Dispatch
Core Concepts

ERC-8004 Reputation

Every Dispatch worker gets a verifiable, portable identity and reputation score onchain through ERC-8004. Reputation lives on Monad regardless of which chain the job settles on. Workers take their track record anywhere. None of it is locked to Dispatch.

What is ERC-8004

ERC-8004 is a standard for agent identity and reputation onchain. It defines two registries:

Identity Registry

Contract: 0x8004A818... (Monad testnet)

Agents register as ERC-721 NFTs. Each token has a URI pointing to metadata (name, description, capabilities). Every worker gets a persistent, ownable identity that any protocol can read.

Reputation Registry

Contract: 0x8004B663... (Monad testnet)

Tracks feedback entries with aggregated scores. Each entry includes a numeric score, tags, and the feedback provider's address. Scores are filterable by tag, so consumers can query reputation for specific job types.

How Dispatch uses it

Agent registration

Workers register as ERC-8004 agents via an onchain transaction. The registerAgent() function mints an ERC-721 identity NFT and returns the assigned agentId from the contract event. Registration is a one-time operation per worker.

Feedback posting

After a job completes, the coordinator posts feedback to the Reputation Registry with a configurable score (0-100). Typical values: 80 for success, 20 for failure. The buildJobFeedback() helper constructs the feedback entry from job completion data.

Feedback posts automatically as part of the job completion flow.

Score retrieval

The coordinator reads worker reputations from the Reputation Registry on-the-fly. The raw summaryValue is returned from the contract. Higher reputation means priority assignment when the coordinator selects workers for jobs.

Cross-chain reputation

Reputation always lives on Monad, even when a job settles on Solana. The Solana coordinator posts feedback back to Monad after job completion. One reputation, one chain, regardless of where the work runs.

Optional activation

ERC-8004 kicks in when the ERC8004_PRIVATE_KEY environment variable is set. Without it, the coordinator runs without reputation tracking.

ERC8004_PRIVATE_KEY=0xabc123... pnpm --filter coordinator-monad start

API functions

The @dispatch/erc8004 package exposes:

FunctionDescription
registerAgent()Register a new agent identity as an ERC-721 NFT
getReputationSummary(agentId)Get aggregated reputation summary for an agent
giveFeedback(entry, account)Post a feedback entry to the Reputation Registry
getFeedbackClients(agentId)List addresses that have submitted feedback for an agent
readFeedback(agentId, clientAddress, feedbackIndex)Read a specific feedback entry
buildJobFeedback()Build a feedback entry from job completion data
getAgentInfo(agentId)Get agent metadata (owner, URI)
buildFeedbackHash(...)Build a keccak256 hash for feedback verification

Why it matters

Most compute marketplaces lock worker reputation inside their own platform.

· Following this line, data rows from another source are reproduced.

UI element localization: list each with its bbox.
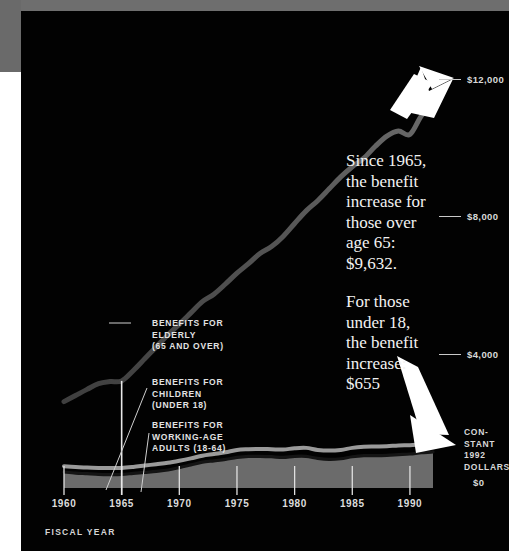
x-tick-label-1960: 1960 [52, 498, 77, 509]
callout-elderly-line-1: BENEFITS FOR [152, 318, 224, 330]
y-tick-label: $8,000 [467, 211, 498, 222]
plot-inner: $12,000 $8,000 $4,000 $0 CON- STANT 1992… [21, 11, 509, 551]
callout-children-line-3: (UNDER 18) [152, 400, 223, 412]
annotation-bottom-line-2: under 18, [346, 313, 418, 334]
callout-children-line-1: BENEFITS FOR [152, 377, 223, 389]
annotation-elderly-increase: Since 1965, the benefit increase for tho… [346, 151, 426, 274]
annotation-top-line-5: age 65: [346, 233, 426, 254]
page-edge-gray-block [0, 0, 21, 72]
units-label: CON- STANT 1992 DOLLARS [464, 427, 509, 473]
annotation-bottom-line-3: the benefit [346, 333, 418, 354]
x-axis-title: FISCAL YEAR [45, 527, 116, 537]
plot-area: $12,000 $8,000 $4,000 $0 CON- STANT 1992… [21, 11, 509, 551]
annotation-top-line-2: the benefit [346, 172, 426, 193]
units-line-2: STANT [464, 439, 509, 451]
annotation-bottom-line-1: For those [346, 292, 418, 313]
annotation-children-increase: For those under 18, the benefit increase… [346, 292, 418, 395]
y-tick-rule [439, 354, 461, 355]
y-tick-0: $0 [467, 477, 484, 488]
callout-working-line-1: BENEFITS FOR [152, 420, 226, 432]
annotation-top-line-3: increase for [346, 192, 426, 213]
units-line-3: 1992 [464, 450, 509, 462]
callout-children-line-2: CHILDREN [152, 389, 223, 401]
y-tick-rule [439, 216, 461, 217]
y-tick-label: $4,000 [467, 349, 498, 360]
chart-svg [21, 11, 509, 551]
annotation-top-line-4: those over [346, 213, 426, 234]
y-tick-rule [439, 79, 461, 80]
y-tick-label: $12,000 [467, 74, 504, 85]
units-line-4: DOLLARS [464, 462, 509, 474]
x-tick-label-1980: 1980 [282, 498, 307, 509]
x-tick-label-1970: 1970 [167, 498, 192, 509]
units-line-1: CON- [464, 427, 509, 439]
callout-working-line-2: WORKING-AGE [152, 432, 226, 444]
callout-elderly: BENEFITS FOR ELDERLY (65 AND OVER) [152, 318, 224, 353]
annotation-top-line-6: $9,632. [346, 254, 426, 275]
callout-elderly-line-3: (65 AND OVER) [152, 341, 224, 353]
page-edge-gray-top [0, 0, 509, 11]
y-tick-label: $0 [473, 477, 484, 488]
y-tick-4000: $4,000 [439, 349, 498, 360]
chart-figure: $12,000 $8,000 $4,000 $0 CON- STANT 1992… [0, 0, 509, 551]
x-tick-label-1985: 1985 [340, 498, 365, 509]
callout-working-age: BENEFITS FOR WORKING-AGE ADULTS (18-64) [152, 420, 226, 455]
callout-working-line-3: ADULTS (18-64) [152, 443, 226, 455]
annotation-bottom-line-5: $655 [346, 374, 418, 395]
page-edge-white-left [0, 72, 21, 551]
x-tick-label-1975: 1975 [225, 498, 250, 509]
y-tick-8000: $8,000 [439, 211, 498, 222]
y-tick-12000: $12,000 [439, 74, 504, 85]
x-tick-label-1990: 1990 [398, 498, 423, 509]
x-tick-label-1965: 1965 [109, 498, 134, 509]
annotation-top-line-1: Since 1965, [346, 151, 426, 172]
annotation-bottom-line-4: increase: [346, 354, 418, 375]
callout-elderly-line-2: ELDERLY [152, 330, 224, 342]
x-axis-labels: 1960196519701975198019851990 [21, 498, 509, 520]
callout-children: BENEFITS FOR CHILDREN (UNDER 18) [152, 377, 223, 412]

ERC-8004 makes reputation portable and verifiable:

  • Workers own their reputation. An onchain asset, not a platform metric.
  • Any protocol can read it. Not just Dispatch; any service can check a worker's track record.
  • Trustless verification. The data is onchain, no need to trust Dispatch's word.
  • Sybil resistance. Reputation accumulates over real work, making it expensive to fake.

Good workers get rewarded across every protocol that reads ERC-8004, not just Dispatch.

Stake-Based Reputation Multiplier

BOLT staking amplifies ERC-8004 reputation scores in the matching algorithm:

Stake TierBOLT RequiredRep MultiplierPriority Bonus
Open01.0x+0
Verified1001.5x+5
Sentinel1,0002.0x+10

A Sentinel-tier worker with 80/100 ERC-8004 reputation contributes (80/100) × 10 × 2.0 = 16 to their matching score, compared to (80/100) × 10 × 1.0 = 8 for an Open-tier worker with the same reputation.

Staking is optional. Workers earn BOLT with zero stake. But staking creates a positive feedback loop: higher tier, better jobs, more BOLT earned, more staking.